Harringay online

Harringay, Haringey - So Good they Spelt it Twice!

I've no doubt school fetes are worthy activities, but do people really need to let estate agents get free advertising by allowing them to set up their hideous boards on their property in return for advertising school fetes. There was even one attached to the rails at the end of a section of Harringay Passageway. Do people find them pretty?

Tags for Forum Posts: estate agents signs, school summer fair signs

Views: 3952

Reply to This

Replies to This Discussion

Someone asked the question does the local community support this? I would argue yes, due to the volume of them in our area. Most people don’t want them there but realise it raises lots of money for local schools so break traditional from their dream theoretical world to help out.

Most would also not endorse illegal or dangerous signs by many of the local EA. Community spirit and cohesion is tough enough without having people moaning about them and it feels very un-community like to want to withdraw valuable funding for our community schools and the children that use them. I actually think in contrast to visual pollution it shows what a fantastic community we have around here with so many willing to help out, thankfully those who appose these revenue streams are in the minority.

I would encourage the PSA’s and EA’s to make them more colourful and less like for sale signs, which of course wouldn’t stop the moaning by the usual culprits.

Maybe some local residents who oppose these signs could sponsor the fairs next year, £1500 and I am sure they would rip your hands off.
I'd like to see more ways for community and non-profit events to advertise legitimately and effectively. Whether school fetes, community choirs or finding missing cats, if people don't know about them they won't get involved.

But - perhaps like most people - I don't want to see the floodgates open. For example, for fly-posted ads for gigs on every lamppost and traffic light.

My worry is if commercial firms (and not just estate agents) can get round the rules by linking-up with a 'community' or charitable event. This already happens to some extent with schools' banners about collecting vouchers and similar schemes.

Many years ago a member of staff at a Haringey After School club misguidedly accepted free food from McDonalds; and an actor dressed as Ronald McDonald showed up. But he met his match.
Dave Morris - one of the McLibel 2 - was a parent at the club.

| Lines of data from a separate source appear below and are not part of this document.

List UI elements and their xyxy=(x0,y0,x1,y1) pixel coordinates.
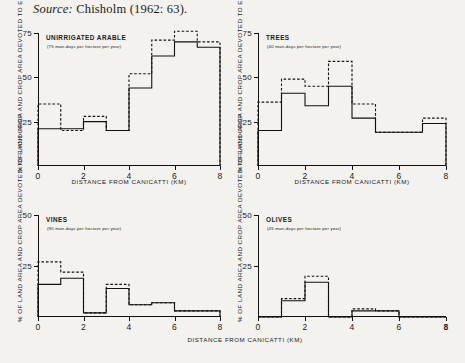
x-tick-mark xyxy=(446,317,447,321)
x-tick-mark xyxy=(446,166,447,170)
x-tick-mark xyxy=(84,317,85,321)
panel-subtitle-trees: (40 man-days per hectare per year) xyxy=(267,44,341,49)
x-tick-mark xyxy=(258,317,259,321)
x-tick-mark xyxy=(305,317,306,321)
y-tick-mark xyxy=(34,215,38,216)
x-tick-label: 8 xyxy=(443,322,448,332)
y-axis-title-olives: % OF LAND AREA AND CROP AREA DEVOTED TO … xyxy=(236,114,243,322)
x-tick-mark xyxy=(305,166,306,170)
x-tick-label: 4 xyxy=(349,322,354,332)
x-tick-mark xyxy=(129,317,130,321)
y-tick-mark xyxy=(254,77,258,78)
x-tick-mark xyxy=(399,166,400,170)
x-tick-label: 8 xyxy=(217,322,222,332)
x-tick-mark xyxy=(258,166,259,170)
x-tick-label: 6 xyxy=(396,322,401,332)
x-tick-label: 2 xyxy=(81,322,86,332)
x-axis-title-trees: DISTANCE FROM CANICATTI (KM) xyxy=(258,178,446,185)
x-tick-mark xyxy=(220,317,221,321)
panel-subtitle-olives: (45 man-days per hectare per year) xyxy=(267,226,341,231)
x-tick-label: 0 xyxy=(255,322,260,332)
x-tick-mark xyxy=(352,166,353,170)
y-axis-title-vines: % OF LAND AREA AND CROP AREA DEVOTED TO … xyxy=(16,114,23,322)
x-tick-label: 2 xyxy=(302,322,307,332)
panel-subtitle-unirrigated-arable: (75 man-days per hectare per year) xyxy=(47,44,121,49)
panel-title-trees: TREES xyxy=(266,34,290,41)
source-label: Source: xyxy=(33,2,73,16)
x-tick-mark xyxy=(84,166,85,170)
panel-title-vines: VINES xyxy=(46,216,67,223)
y-tick-mark xyxy=(34,122,38,123)
x-tick-mark xyxy=(220,166,221,170)
x-tick-mark xyxy=(175,317,176,321)
source-text: Chisholm (1962: 63). xyxy=(76,2,187,16)
x-tick-label: 4 xyxy=(126,322,131,332)
x-tick-mark xyxy=(38,317,39,321)
axes-unirrigated-arable xyxy=(38,33,220,166)
x-tick-label: 0 xyxy=(35,322,40,332)
source-citation: Source: Chisholm (1962: 63). xyxy=(33,2,187,17)
x-tick-label: 6 xyxy=(172,322,177,332)
y-tick-mark xyxy=(254,215,258,216)
y-tick-mark xyxy=(254,33,258,34)
x-tick-mark xyxy=(399,317,400,321)
panel-title-olives: OLIVES xyxy=(266,216,292,223)
x-tick-mark xyxy=(129,166,130,170)
x-tick-mark xyxy=(38,166,39,170)
panel-subtitle-vines: (90 man-days per hectare per year) xyxy=(47,226,121,231)
axes-trees xyxy=(258,33,446,166)
panel-title-unirrigated-arable: UNIRRIGATED ARABLE xyxy=(46,34,126,41)
y-tick-mark xyxy=(254,266,258,267)
x-axis-title-shared-bottom: DISTANCE FROM CANICATTI (KM) xyxy=(150,336,340,343)
y-tick-mark xyxy=(254,122,258,123)
x-tick-mark xyxy=(352,317,353,321)
y-tick-mark xyxy=(34,77,38,78)
x-axis-title-unirrigated-arable: DISTANCE FROM CANICATTI (KM) xyxy=(38,178,220,185)
x-tick-mark xyxy=(175,166,176,170)
y-tick-mark xyxy=(34,266,38,267)
y-tick-mark xyxy=(34,33,38,34)
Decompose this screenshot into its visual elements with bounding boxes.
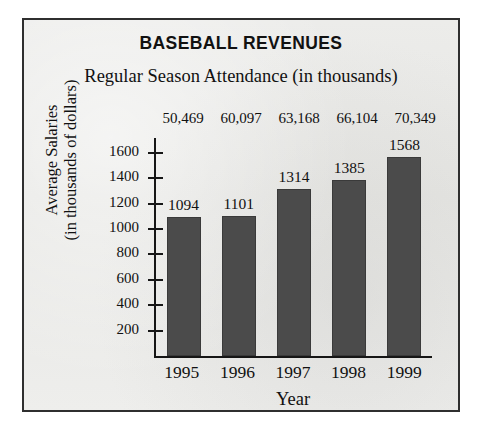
y-tick-label: 800 [95,244,139,261]
y-axis-title: Average Salaries (in thousands of dollar… [42,60,82,260]
bar[interactable] [167,217,201,356]
plot-area: 2004006008001000120014001600 10941101131… [154,138,432,358]
bar[interactable] [332,180,366,356]
x-tick-label: 1995 [154,362,210,386]
bar-value-label: 1314 [278,168,309,186]
x-axis-line [154,356,432,358]
x-axis-title: Year [154,389,432,410]
attendance-value: 70,349 [386,110,444,130]
chart-subtitle: Regular Season Attendance (in thousands) [24,66,458,87]
attendance-value: 60,097 [212,110,270,130]
y-axis-title-line-1: Average Salaries [42,60,61,260]
figure-frame: BASEBALL REVENUES Regular Season Attenda… [22,18,460,412]
bar-group: 1094 [156,140,211,356]
y-tick-label: 1600 [95,143,139,160]
bar-group: 1101 [211,140,266,356]
y-tick-label: 400 [95,295,139,312]
bar-group: 1314 [266,140,321,356]
bar-value-label: 1094 [168,196,199,214]
bar-value-label: 1101 [224,195,254,213]
y-tick-label: 600 [95,270,139,287]
y-tick-label: 1000 [95,219,139,236]
y-tick-label: 200 [95,321,139,338]
attendance-value: 66,104 [328,110,386,130]
bar-value-label: 1568 [389,136,420,154]
bar-group: 1385 [322,140,377,356]
x-axis-tick-labels: 1995 1996 1997 1998 1999 [154,362,432,386]
y-tick-label: 1200 [95,194,139,211]
attendance-value: 50,469 [154,110,212,130]
chart-page: BASEBALL REVENUES Regular Season Attenda… [0,0,495,433]
x-tick-label: 1999 [376,362,432,386]
y-tick-label: 1400 [95,168,139,185]
x-tick-label: 1998 [321,362,377,386]
x-tick-label: 1997 [265,362,321,386]
bar-value-label: 1385 [334,159,365,177]
bar[interactable] [387,157,421,356]
x-tick-label: 1996 [210,362,266,386]
bars-layer: 10941101131413851568 [156,140,432,356]
attendance-value: 63,168 [270,110,328,130]
y-axis-title-line-2: (in thousands of dollars) [61,60,80,260]
bar[interactable] [277,189,311,356]
bar[interactable] [222,216,256,356]
bar-group: 1568 [377,140,432,356]
attendance-values-row: 50,469 60,097 63,168 66,104 70,349 [154,110,444,130]
chart-title: BASEBALL REVENUES [24,33,458,54]
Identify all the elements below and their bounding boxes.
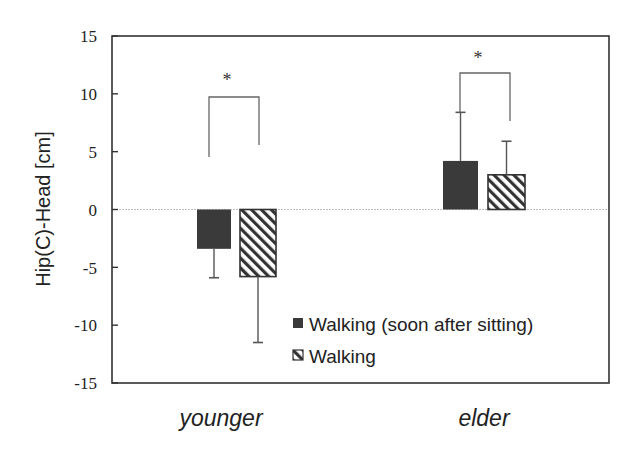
x-category-label-younger: younger [177, 405, 263, 431]
y-tick-label: -10 [74, 316, 97, 335]
significance-marker-younger: * [223, 70, 232, 90]
y-tick-label: 15 [80, 27, 97, 46]
bars [197, 112, 525, 342]
significance-bracket-younger [209, 97, 259, 157]
y-tick-label: 5 [89, 143, 98, 162]
bar-elder-hatched [488, 175, 525, 210]
significance-bracket-elder [460, 73, 510, 121]
x-category-label-elder: elder [458, 405, 510, 431]
bar-younger-solid [197, 210, 231, 249]
y-tick-label: -5 [83, 259, 97, 278]
y-axis-tick-labels: 15 10 5 0 -5 -10 -15 [74, 27, 97, 393]
legend-swatch-hatched [293, 350, 303, 360]
y-axis-label: Hip(C)-Head [cm] [32, 131, 54, 287]
significance-marker-elder: * [474, 48, 483, 68]
bar-elder-solid [443, 161, 478, 210]
legend-label: Walking (soon after sitting) [309, 314, 533, 335]
legend-swatch-solid [293, 318, 303, 328]
bar-younger-hatched [240, 210, 276, 277]
y-axis-ticks [112, 36, 118, 383]
legend: Walking (soon after sitting) Walking [293, 314, 533, 367]
y-tick-label: 0 [89, 201, 98, 220]
y-tick-label: -15 [74, 374, 97, 393]
legend-label: Walking [309, 346, 376, 367]
y-tick-label: 10 [80, 85, 97, 104]
bar-chart: 15 10 5 0 -5 -10 -15 Hip(C)-Head [cm] * … [0, 0, 641, 451]
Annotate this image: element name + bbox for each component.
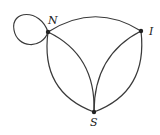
node-S	[92, 110, 96, 114]
node-I	[139, 29, 143, 33]
graph-diagram: N I S	[0, 0, 160, 135]
node-label-S: S	[90, 116, 98, 129]
node-N	[46, 30, 50, 34]
node-label-I: I	[148, 25, 154, 38]
edge-N-N-loop	[14, 15, 48, 45]
node-label-N: N	[47, 14, 58, 27]
edge-N-S-outer	[47, 32, 94, 112]
edge-N-I	[48, 17, 141, 32]
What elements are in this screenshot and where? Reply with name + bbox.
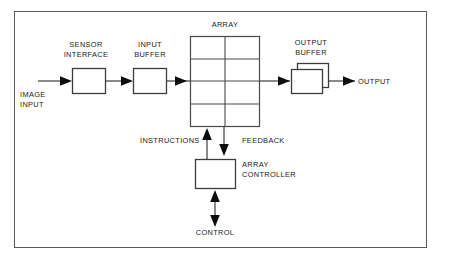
output-buffer-front-box: [292, 70, 323, 94]
array-to-output-buffer-arrowhead: [278, 76, 290, 86]
sensor-to-buffer-arrowhead: [121, 76, 133, 86]
input-buffer-label: INPUT BUFFER: [120, 40, 180, 59]
feedback-signal-label: FEEDBACK: [242, 136, 298, 146]
diagram-canvas: SENSOR INTERFACE INPUT BUFFER ARRAY OUTP…: [0, 0, 452, 261]
sensor-interface-box: [73, 69, 106, 94]
control-port-label: CONTROL: [186, 228, 244, 238]
array-controller-label: ARRAY CONTROLLER: [242, 160, 312, 179]
output-buffer-label: OUTPUT BUFFER: [282, 38, 340, 57]
buffer-to-array-arrowhead: [175, 76, 187, 86]
input-buffer-box: [134, 69, 167, 94]
control-arrowhead-up: [210, 190, 220, 202]
instructions-signal-label: INSTRUCTIONS: [140, 136, 202, 146]
image-input-arrowhead: [60, 76, 72, 86]
control-arrowhead-down: [210, 215, 220, 227]
sensor-interface-label: SENSOR INTERFACE: [56, 40, 116, 59]
output-port-label: OUTPUT: [358, 77, 418, 87]
array-label: ARRAY: [195, 20, 255, 30]
instructions-arrowhead: [202, 128, 212, 140]
image-input-port-label: IMAGE INPUT: [20, 90, 70, 109]
feedback-arrowhead: [219, 144, 229, 156]
array-controller-box: [196, 160, 236, 189]
output-arrowhead: [343, 76, 355, 86]
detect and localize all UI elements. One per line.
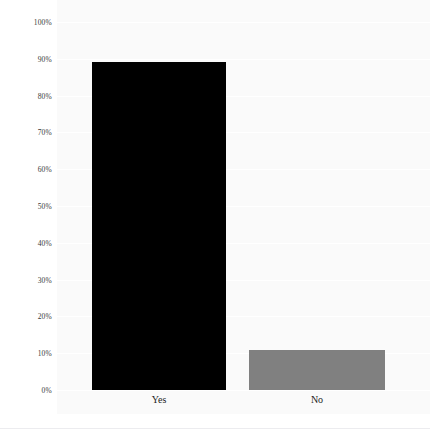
x-tick-label-yes: Yes xyxy=(152,394,167,405)
gridline-0 xyxy=(57,390,430,391)
y-tick-label-90: 90% xyxy=(0,54,52,63)
gridline-90 xyxy=(57,59,430,60)
y-tick-label-70: 70% xyxy=(0,128,52,137)
y-tick-label-0: 0% xyxy=(0,386,52,395)
y-tick-label-80: 80% xyxy=(0,91,52,100)
y-tick-label-60: 60% xyxy=(0,165,52,174)
bar-chart: 100%90%80%70%60%50%40%30%20%10%0% YesNo xyxy=(0,0,430,434)
y-axis: 100%90%80%70%60%50%40%30%20%10%0% xyxy=(0,0,52,414)
bar-yes[interactable] xyxy=(92,62,226,390)
plot-area xyxy=(57,0,430,414)
y-tick-label-50: 50% xyxy=(0,202,52,211)
y-tick-label-40: 40% xyxy=(0,238,52,247)
x-tick-label-no: No xyxy=(311,394,323,405)
bar-no[interactable] xyxy=(249,350,385,390)
y-tick-label-20: 20% xyxy=(0,312,52,321)
y-tick-label-30: 30% xyxy=(0,275,52,284)
bottom-divider xyxy=(0,428,430,429)
y-tick-label-100: 100% xyxy=(0,18,52,27)
y-tick-label-10: 10% xyxy=(0,349,52,358)
gridline-100 xyxy=(57,22,430,23)
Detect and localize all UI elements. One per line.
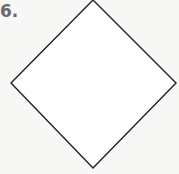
rhombus-figure (0, 0, 179, 174)
rhombus-shape (11, 0, 176, 168)
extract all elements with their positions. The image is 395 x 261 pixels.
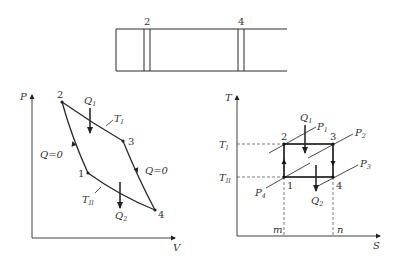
ts-label-1: 1 <box>287 180 293 191</box>
ts-q2-label: Q2 <box>311 195 323 208</box>
pv-point-1 <box>86 171 89 174</box>
pv-diagram: P V 2 3 1 4 Q1 TI Q=0 Q=0 TII Q2 <box>19 89 182 253</box>
dashed-guides <box>237 144 333 236</box>
pv-t-hot-label: TI <box>114 113 124 126</box>
ts-p2-label: P2 <box>354 127 366 140</box>
pv-point-3 <box>121 139 124 142</box>
p-axis-label: P <box>19 91 27 102</box>
pv-q1-label: Q1 <box>84 95 96 108</box>
pv-point-4 <box>153 208 156 211</box>
v-axis-label: V <box>173 242 182 253</box>
ts-arrow-up-icon <box>282 159 287 164</box>
piston-label-2: 2 <box>144 16 150 27</box>
pv-adiabat-right-label: Q=0 <box>145 165 169 176</box>
pv-adiabat-left-label: Q=0 <box>40 149 64 160</box>
pv-label-3: 3 <box>128 136 134 147</box>
ts-label-2: 2 <box>281 131 287 142</box>
ts-point-1 <box>282 175 285 178</box>
isobar-p1 <box>269 127 316 153</box>
adiabat-1-2 <box>62 102 88 173</box>
pv-point-2 <box>60 100 63 103</box>
ts-t-cold-label: TII <box>219 172 231 185</box>
ts-mark-m: m <box>273 224 282 235</box>
ts-point-3 <box>331 142 334 145</box>
ts-p1-label: P1 <box>316 121 328 134</box>
ts-arrow-down-icon <box>331 161 336 166</box>
pv-q2-label: Q2 <box>115 210 127 223</box>
isobar-lines <box>266 127 358 188</box>
ts-mark-n: n <box>337 224 343 235</box>
cylinder: 2 4 <box>116 16 287 71</box>
piston-label-4: 4 <box>238 16 244 27</box>
ts-label-4: 4 <box>336 180 342 191</box>
t-hot-leader <box>106 120 113 126</box>
ts-t-hot-label: TI <box>219 139 229 152</box>
ts-point-4 <box>331 175 334 178</box>
ts-q1-label: Q1 <box>300 112 312 125</box>
ts-p3-label: P3 <box>359 158 371 171</box>
ts-diagram: T S 2 3 1 4 TI TII <box>219 92 380 251</box>
pv-label-1: 1 <box>78 168 84 179</box>
s-axis-label: S <box>373 240 380 251</box>
piston-position-2 <box>144 29 150 71</box>
ts-label-3: 3 <box>330 131 336 142</box>
ts-point-2 <box>282 142 285 145</box>
pv-label-2: 2 <box>57 89 63 100</box>
pv-t-cold-label: TII <box>82 194 94 207</box>
pv-label-4: 4 <box>158 209 164 220</box>
piston-position-4 <box>238 29 244 71</box>
t-axis-label: T <box>225 92 233 103</box>
carnot-cycle-figure: 2 4 P V 2 3 1 4 Q1 TI Q=0 Q=0 <box>0 0 395 261</box>
t-cold-leader <box>95 187 101 193</box>
ts-p4-label: P4 <box>254 187 266 200</box>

Birdy_Too asks for practical alternatives. How about a small colourful window poster put up by parents and neighbours?
The floodgates are open already.

Point very much taken, John. And I hope other people recognise this too.

Is the poster still there now (12 July)?
Yes. Corner of Church Lane and Turnpike Lane.
Alan, you're missing the point. Schools need money, not just the advertising of the event. Surely you as a councillor understand this.
Alan, how would your suggestion raise money for the school?

@John, where are your posts about all the banners around Ducketts Common, Finsbury Park and possibly Fairlands Park, the events posters and lost cat posters up and down the Passage. Surely the large advertising bollards at the end of Effingham are more of an eyesore than boards advertising community events? Damn that Fairland Park Summer Party!

Have you contacted the council about the Green Lanes Food Festival 2009 banners still in Green Lanes?

I notice that all but one of those opposing Fair Signs don’t have children attending local schools?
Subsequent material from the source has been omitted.